Readercon 18
Guests of Honor
Lucius Shepard
Lucius Shepard's adventurous life could almost be one of his own dark, muscular stories. After roaming and working throughout the world and another decade of playing rock and roll in the Midwest, he came to serious writing in his thirties. He attended the Clarion Writers Workshop in 1980 and sold his first story the following year. His work defies all genre boundaries, blending dark fantasy, horror, noir and science fiction in an arresting prose infused with the heat of a jungle night or the chill of a New England island landscape. He takes us on a rough ride to the ends of the earth and the depths of the human heart, and what he reveals is not necessarily comforting.
In 1985 Shepard won the John W. Campbell Award for Best New Writer. In the twenty-one years since, no less than thirty of his stories have been finalists for major awards, including winners “R&R” (Nebula for novella, 1987), “Barnacle Bill the Spacer” (Hugo for novella, 1993), and “Over Yonder” (Theodore Sturgeon Award, 2003). He’s a three-time winner of the International Horror Guild Award for long fiction, an eight-time winner of the Locus Award, and a two-time winner of the World Fantasy Award for his collections The Jaguar Hunter and The Ends of the Earth. He is also a writer of nonfiction and poetry; he has been a regular contributor to The Magazine of Fantasy and Science Fiction as their movie reviewer, and won a Rhysling Award for long poem in 1988. Lucius Shepard's most recent novel, A Handbook of American Prayer, is a solidly mainstream tale of the cult of celebrity and the nature of faith.

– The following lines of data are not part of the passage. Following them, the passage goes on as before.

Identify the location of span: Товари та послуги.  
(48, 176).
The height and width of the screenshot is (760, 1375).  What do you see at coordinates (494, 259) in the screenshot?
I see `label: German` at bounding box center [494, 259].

Once upon a time, Lucius was local: he was a key program participant at Readercon 3 and only a move to the West Coast has prevented his return. We are delighted to renew his acquaintance and honor his remarkable body of work.
Karen Joy Fowler
Time travel may not yet be possible, but Karen Joy Fowler does the next best thing. Her imagination often takes us back to the past. Whether she takes us to the 19th century, the 1940s or our own times, her brilliant storytelling is infused with a high wit, sly observations, historical detail, and literary magic. Her characters are deliciously drawn and often scrupulously examined. Is it no wonder that her fiction, short or long, is much-acclaimed and much-loved?
A political science major and anti-war activist at U.C. Berkley in the late sixties and early seventies, Karen Joy Fowler completed graduate studies at U.C. Davis. On her thirtieth birthday she decided to write. Not only has she contributed her excellent writing to the field of imaginative literature but she, along with co-founder Pat Murphy, has made another significant contribution to the genre by establishing the James Tiptree, Jr. Award in 1991, "an annual literary prize for science fiction or fantasy that expands or explores our understanding of gender."

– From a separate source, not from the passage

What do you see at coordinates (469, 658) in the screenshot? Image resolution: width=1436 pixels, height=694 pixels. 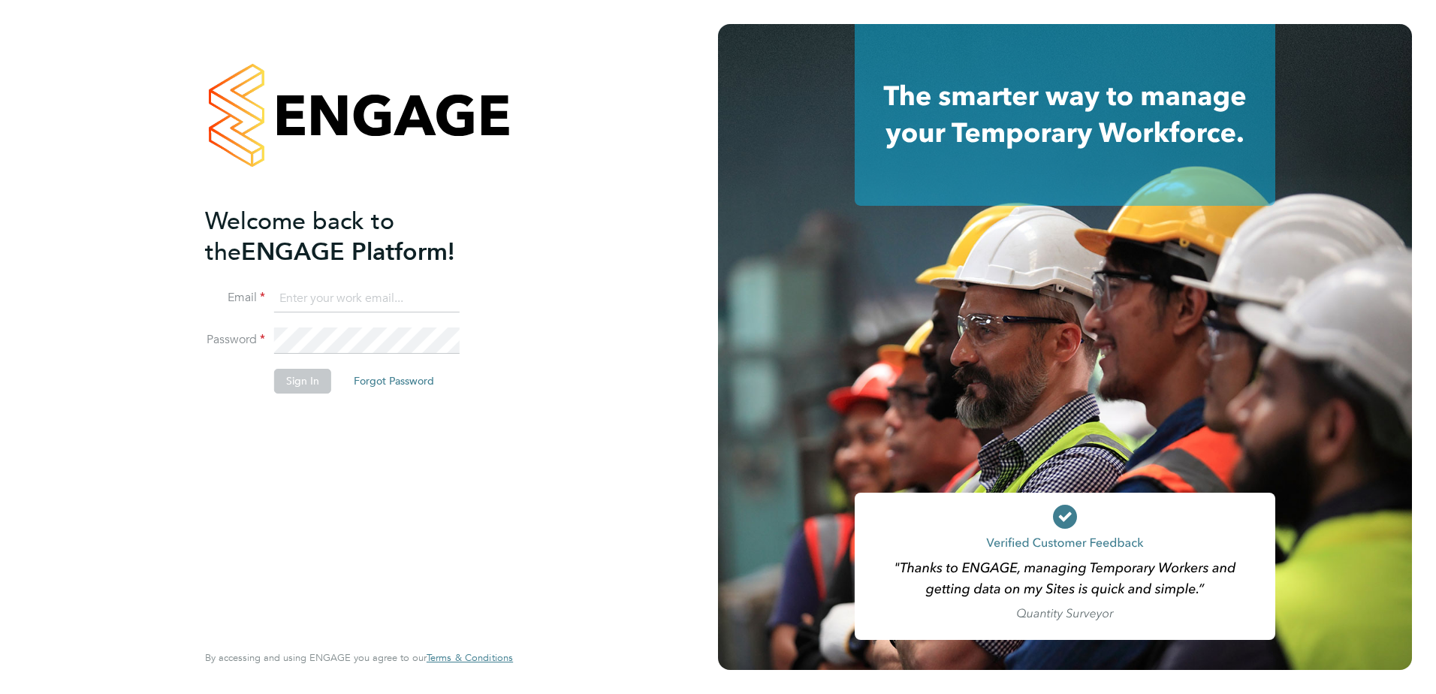 I see `a: Terms & Conditions` at bounding box center [469, 658].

In 1987 Karen won the John W. Campbell Award for Best New Writer and published, in 1986, her first collection of short fiction, Artificial Things; a finalist for the Philip K. Dick Award. She has written several critically-acclaimed novels including Sarah Canary, which won a Commonwealth Award, and the more recent New York Times bestseller, The Jane Austen Book Club. Her short fiction has been extensively published in anthologies and venues both in and out of the genre and her collection, Black Glass, won the 1999 World Fantasy Award. Karen has edited several anthologies and served as a consultant to the editors of The Norton Anthology of Science Fiction. As frequent instructor, Karen has taught writing at many workshops, including the Clarion and Clarion West workshops. Readercon looks forward to introducing and exploring the work and works of Karen Joy Fowler in July 2007.
Angela Carter
Angela Carter is just now, years after her death, becoming recognized as a classic author. She is fast becoming one of the most studied authors in the US and the UK. A journalist, writer of fiction, and traveler, Carter is a literary original.
"For her, fiction was about asking questions. At a time when most British writers were entrenched in the drab realism that she rather disparagingly described as "the low mimetic," she was painting vivid pictures of fairy tale creatures and monsters in complex fusions of fantasy, gothic, science fiction and romance. While her peers anatomised adultery in Hampstead, she was taking her characters on wild journeys into castles and caves, across Siberian deserts and into enchanted kingdoms where nothing was what it seemed. Richly playful, these dense, glittering fictions drew on ideas ranging from Melville to the Marquis de Sade, Barthes to de Beauvoir and feminist theory to Freud, but with the emphasis firmly on the seductive power of the storyteller."
— The Independent, 1/18/2006
Angela Carter has inspired such authors as Salaman Rushdie, Margaret Atwood and Ali Smith, and many authors within our own ranks. Come celebrate with us her life and work.
Program Participants
115 confirmed guests as of July 2, 2007.